The data is stored in a list of data tuples, one for each "file". A data tuple contains two terms: An atom giving the "name" of the file, and a list of in tuples, each of which contains a subject ID and the name of a pool containing the subject's sample. A portion of the data in the starter file is shown below to illustrate its structure:

[ data(small, [in(0,a), in(2,a), in(3,a), in(7,a), ...]),
  data(large, [in(1,a), in(9,a), in(17,a), in(25,a), ...]) ]
Once you've retrieved the appropriate list of in tuples, you can use any representation of the pool assignments you wish. You could assert each of them as facts, or example, or use list-processing techniques to work with the list of tuples directly. I suggest implementing the detection algorithm in pieces. Start by defining a negative predicate that takes a subject ID and a list of pools that tested positive, and succeeds if the subject does not have Covid. (They're in the clear if we ever find them in a non-positive pool, like subject 4 in the example above.
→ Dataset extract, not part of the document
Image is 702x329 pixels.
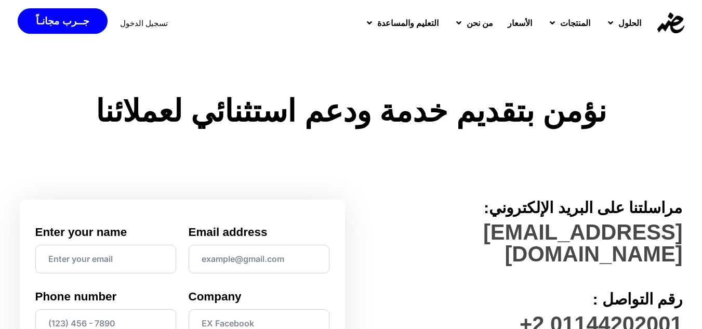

Subject 4 is in a couple of positive pools, but they're also in pool b which is negative so they're clear.) Then define a positive predicate that succeeds if a subject does have Covid. (This is almost as simple as saying they're positive if they're not negative.) Finally, once negative is working, define a predicate that uses findall or setof or bagof to collect all possible subjects testing positive.

Requirements:

The sample interactions below show the user input in blue.
?- main.
Please enter the name of the data file: small.
Reading from small
File contained 24 entries for 8 subjects and 6 pools.
Enter a list of the groups that tested positive.
|: [].
There were no positive subjects.
true .

?- main.
Please enter the name of the data file: small.
Reading from small
File contained 24 entries for 8 subjects and 6 pools.
Enter a list of the groups that tested positive.
|: [b,d,e].
There was one positive subject: 5
true .

?- main.
Please enter the name of the data file: small.
Reading from small
File contained 24 entries for 8 subjects and 6 pools.
Enter a list of the groups that tested positive.
|: [a,c,b,d,e].
There were 4 positive subjects: [0,2,4,5]
true .

?- main.
Please enter the name of the data file: large.
Reading from large
File contained 2304 entries for 384 subjects and 48 pools.
Enter a list of the groups that tested positive.
|: [a,i,q,y,ag,ao].
There was one positive subject: 1
true .

?- main.
Please enter the name of the data file: large.
Reading from large
File contained 2304 entries for 384 subjects and 48 pools.
Enter a list of the groups that tested positive.
|: [b,j,r,z,ah,ap].
There was one positive subject: 2
true .

?- main.
Please enter the name of the data file: large.
Reading from large
File contained 2304 entries for 384 subjects and 48 pools.
Enter a list of the groups that tested positive.
|: [h,n,q,aa,al,av,c,p,v,y,ai,av].
There were 2 positive subjects: [99,384]
true.
Here's what that last test run looked like in Swish:

Submitting

To make it easier for me to test your submissions, I'm asking you to submit via Canvas this time around rather than pasting your code into Gradescope. Please submit only your .pl file! Please leave the data sets (small and large) in your programs so they're ready to run.